QueryPath on WebMonkey
Submitted by matt on Tue, 2010-01-19 09:03It just came to my attention that a WebMonkey article (Parsing HTML? There's an App for That) from a few months ago suggested using QueryPath as an alternative to attempting to parse HTML by hand.
Appropriately, last week I wrote a QueryPath script to analyze a site and extract all links so that I could feed them to Siege and simulate something like a real load against a server. It's nice to be able to easily extract data from HTML.
OS X: Using curl instead of wget
Submitted by matt on Fri, 2010-01-15 10:21OS X does not come with wget, a command-line tool for retrieving websites. For a while, I grumbled about this. I knew that curl was installed, but I hadn't ever used curl from the command line. But once I tried it out, I realized that for my needs, curl is just as good as wget... and I don't have to install anything extra to get it.
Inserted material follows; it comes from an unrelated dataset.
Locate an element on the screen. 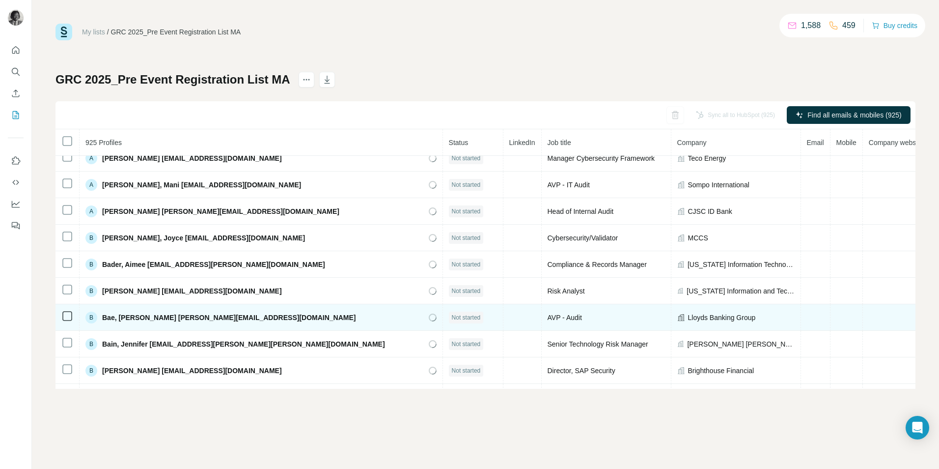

Here's how to use curl to fetch a remote URL:
$ curl -OL h ttp://spine-health.com/index.php
% Total % Received % Xferd Average Speed Time Time Time Current
Dload Upload Total Spent Left Speed
100 34646 0 34646 0 0 15314 0 --:--:-- 0:00:02 --:--:-- 17767This will download the remote file and store it locally in index.php. If you leave off the -O, it will write the file to standard output (your terminal, usually).
curl: Remote file name has no length!
Fetching from a URL's root can behave differently. If you perform the same command as above, but pointing to the base URL, you will get an error:
$ curl -OL h ttp://spine-health.com/ curl: Remote file name has no length! curl: try 'curl --help' or 'curl --manual' for more information
What's going on here? The error is not terribly informative on this point. The problem is that curl doesn't know where to write the output file. A better command here is something like this:
$ curl -L h ttp://spine-health.com/ > out.html
This time, the retrieved data will be written to the out.html file.
Like wget, curl has many options. You can read the man page for details, or you can get a quick summary with the usual curl --help command.
OpenAmplify Drupal Series: Part 1 - The Amplify Module
Submitted by matt on Wed, 2010-01-13 20:33Over at OpenAmplify's Community site, they are running Part 1 of a three-part series I've written about using OpenAmplify with Drupal.
Open Amplify
The first part covers the basics of using Acquia Drupal and the Amplify module to perform semantic analysis of your content.
Nagios: Fixing "error: Could not stat() command file" (on Debian)
Submitted by matt on Wed, 2010-01-13 10:24Nagios is a network monitoring tool. I use it to track web servers, mail servers, and whatever else I have running on the LAN and on the Internet.
One common configuration issue is getting the Service Commands menu to work correctly. By default, it is visible in the UI, but disabled on the server backend. And on Debian, not all of the steps to enable it are particularly evident from the docs. Often, one will recieve the cryptic error Could not stat() command file pointing to /var/lib/nagios3/rw/nagios.cmd. This can be fixed without too much fuss.
Nagios Service Commands
Acquia Webinar: "Playing Nicely with Others"
Submitted by matt on Wed, 2010-01-06 09:57In our webinar Playing Nicely With Others: Integrating Drupal with Third-Party Data, Ken, George, Larry, and I talk about integrating various web services with Drupal. We talk about SOAP, content importing, digital asset management systems, and QueryPath (surprisingly, I'm not the one plugging QueryPath in this vid).
Thanks to Acquia for doing a fantastic job putting together their webinar series.
Fortissimo and Pilaster: Two projects
Submitted by matt on Mon, 2010-01-04 21:40I have released two projects today:
- Fortissimo: A PHP framework with a twist. It's scalable, it's not MVC, it's fast, and it's NSFW!
- Pilaster: A pure PHP document database that provides similar services to MongoDB or CouchDB -- only without the server.
Both are still under heavy development, but they are now at the point where others can start testing them and playing with them.